(Stored data entries)

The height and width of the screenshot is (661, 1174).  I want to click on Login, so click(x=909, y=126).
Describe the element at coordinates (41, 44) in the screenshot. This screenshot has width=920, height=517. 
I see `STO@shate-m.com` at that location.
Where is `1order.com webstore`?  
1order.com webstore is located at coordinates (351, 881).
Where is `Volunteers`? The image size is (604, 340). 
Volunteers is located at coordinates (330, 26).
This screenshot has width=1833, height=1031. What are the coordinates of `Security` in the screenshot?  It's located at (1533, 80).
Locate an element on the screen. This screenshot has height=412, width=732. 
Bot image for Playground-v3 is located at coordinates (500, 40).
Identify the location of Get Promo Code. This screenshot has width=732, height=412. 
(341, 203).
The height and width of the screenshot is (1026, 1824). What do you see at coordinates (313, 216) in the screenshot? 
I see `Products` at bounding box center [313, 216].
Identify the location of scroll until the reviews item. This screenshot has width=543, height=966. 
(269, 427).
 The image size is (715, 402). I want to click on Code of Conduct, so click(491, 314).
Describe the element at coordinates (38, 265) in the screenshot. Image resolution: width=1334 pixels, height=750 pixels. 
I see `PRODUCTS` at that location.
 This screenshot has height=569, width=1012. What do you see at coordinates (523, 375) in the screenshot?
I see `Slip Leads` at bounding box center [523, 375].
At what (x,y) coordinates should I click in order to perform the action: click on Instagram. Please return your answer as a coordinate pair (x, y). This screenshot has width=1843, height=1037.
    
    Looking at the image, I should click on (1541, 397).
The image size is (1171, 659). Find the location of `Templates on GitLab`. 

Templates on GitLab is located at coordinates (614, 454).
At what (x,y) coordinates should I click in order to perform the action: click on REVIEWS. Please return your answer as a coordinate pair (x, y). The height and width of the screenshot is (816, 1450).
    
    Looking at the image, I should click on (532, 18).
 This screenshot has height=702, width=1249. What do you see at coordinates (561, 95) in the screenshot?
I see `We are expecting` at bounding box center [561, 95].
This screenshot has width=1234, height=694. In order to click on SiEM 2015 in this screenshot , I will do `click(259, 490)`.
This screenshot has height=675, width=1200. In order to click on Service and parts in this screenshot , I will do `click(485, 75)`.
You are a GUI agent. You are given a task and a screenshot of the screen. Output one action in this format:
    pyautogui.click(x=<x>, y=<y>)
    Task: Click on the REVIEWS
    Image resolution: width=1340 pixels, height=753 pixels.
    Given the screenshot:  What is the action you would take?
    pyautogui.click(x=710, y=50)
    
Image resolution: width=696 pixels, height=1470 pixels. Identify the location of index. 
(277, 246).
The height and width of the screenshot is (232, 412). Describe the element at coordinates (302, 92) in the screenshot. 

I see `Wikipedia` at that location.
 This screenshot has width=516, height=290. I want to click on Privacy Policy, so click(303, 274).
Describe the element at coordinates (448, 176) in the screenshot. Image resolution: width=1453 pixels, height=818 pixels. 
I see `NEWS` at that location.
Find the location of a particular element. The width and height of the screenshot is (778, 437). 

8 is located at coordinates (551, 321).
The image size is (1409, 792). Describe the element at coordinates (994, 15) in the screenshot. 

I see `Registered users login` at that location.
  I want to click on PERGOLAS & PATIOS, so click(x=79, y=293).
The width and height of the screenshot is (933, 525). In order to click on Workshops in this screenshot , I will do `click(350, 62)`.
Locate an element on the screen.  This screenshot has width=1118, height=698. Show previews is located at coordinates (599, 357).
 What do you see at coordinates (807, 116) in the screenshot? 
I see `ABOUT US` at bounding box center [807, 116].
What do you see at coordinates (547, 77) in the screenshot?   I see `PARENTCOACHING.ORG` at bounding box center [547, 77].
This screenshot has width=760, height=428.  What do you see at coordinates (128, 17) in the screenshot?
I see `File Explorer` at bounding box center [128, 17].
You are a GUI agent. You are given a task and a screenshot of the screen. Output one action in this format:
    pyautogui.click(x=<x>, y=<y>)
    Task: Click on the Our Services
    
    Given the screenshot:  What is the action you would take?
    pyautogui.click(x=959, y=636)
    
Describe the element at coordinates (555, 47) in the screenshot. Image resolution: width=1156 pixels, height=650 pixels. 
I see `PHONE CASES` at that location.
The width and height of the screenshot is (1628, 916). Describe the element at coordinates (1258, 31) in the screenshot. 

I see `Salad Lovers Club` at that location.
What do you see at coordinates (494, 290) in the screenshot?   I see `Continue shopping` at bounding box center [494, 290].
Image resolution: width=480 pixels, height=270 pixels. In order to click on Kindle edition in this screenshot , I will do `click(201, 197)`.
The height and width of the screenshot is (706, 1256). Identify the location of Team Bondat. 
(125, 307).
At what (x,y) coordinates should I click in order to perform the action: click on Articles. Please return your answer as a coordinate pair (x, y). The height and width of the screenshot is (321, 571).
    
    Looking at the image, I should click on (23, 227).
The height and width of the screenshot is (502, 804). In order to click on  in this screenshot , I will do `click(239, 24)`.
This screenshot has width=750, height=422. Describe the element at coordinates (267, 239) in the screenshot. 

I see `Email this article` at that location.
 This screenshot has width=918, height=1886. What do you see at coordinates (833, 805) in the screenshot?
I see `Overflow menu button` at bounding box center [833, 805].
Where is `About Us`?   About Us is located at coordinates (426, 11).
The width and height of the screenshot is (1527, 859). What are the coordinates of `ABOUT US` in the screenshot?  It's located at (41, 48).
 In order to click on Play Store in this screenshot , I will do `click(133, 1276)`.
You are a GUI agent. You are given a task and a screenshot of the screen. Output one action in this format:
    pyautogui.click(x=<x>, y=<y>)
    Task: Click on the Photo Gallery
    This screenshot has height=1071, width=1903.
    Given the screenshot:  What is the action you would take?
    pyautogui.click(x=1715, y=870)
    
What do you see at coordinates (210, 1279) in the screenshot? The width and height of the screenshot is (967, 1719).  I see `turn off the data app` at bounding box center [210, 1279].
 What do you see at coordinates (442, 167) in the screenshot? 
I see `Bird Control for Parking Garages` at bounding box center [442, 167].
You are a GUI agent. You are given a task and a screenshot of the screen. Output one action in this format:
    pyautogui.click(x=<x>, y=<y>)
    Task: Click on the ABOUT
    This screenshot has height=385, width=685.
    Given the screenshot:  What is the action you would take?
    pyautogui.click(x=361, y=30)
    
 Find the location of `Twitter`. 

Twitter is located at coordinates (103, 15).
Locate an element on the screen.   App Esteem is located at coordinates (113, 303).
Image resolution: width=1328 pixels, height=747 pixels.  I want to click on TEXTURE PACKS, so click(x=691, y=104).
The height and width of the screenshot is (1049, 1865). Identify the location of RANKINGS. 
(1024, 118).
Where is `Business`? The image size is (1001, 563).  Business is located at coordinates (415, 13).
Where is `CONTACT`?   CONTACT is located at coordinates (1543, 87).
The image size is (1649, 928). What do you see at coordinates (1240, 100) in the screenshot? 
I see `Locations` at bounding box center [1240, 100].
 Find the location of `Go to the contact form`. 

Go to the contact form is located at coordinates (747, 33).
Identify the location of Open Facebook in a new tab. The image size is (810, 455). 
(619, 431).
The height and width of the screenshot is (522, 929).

| ASSIGNMENT |
Out of the data above, set down the lines from the one with "What do you see at coordinates (807, 116)" to the one with "What do you see at coordinates (547, 77)", both included, exactly as written and with no additions.

| WORKED SOLUTION |
 What do you see at coordinates (807, 116) in the screenshot? 
I see `ABOUT US` at bounding box center [807, 116].
What do you see at coordinates (547, 77) in the screenshot?   I see `PARENTCOACHING.ORG` at bounding box center [547, 77].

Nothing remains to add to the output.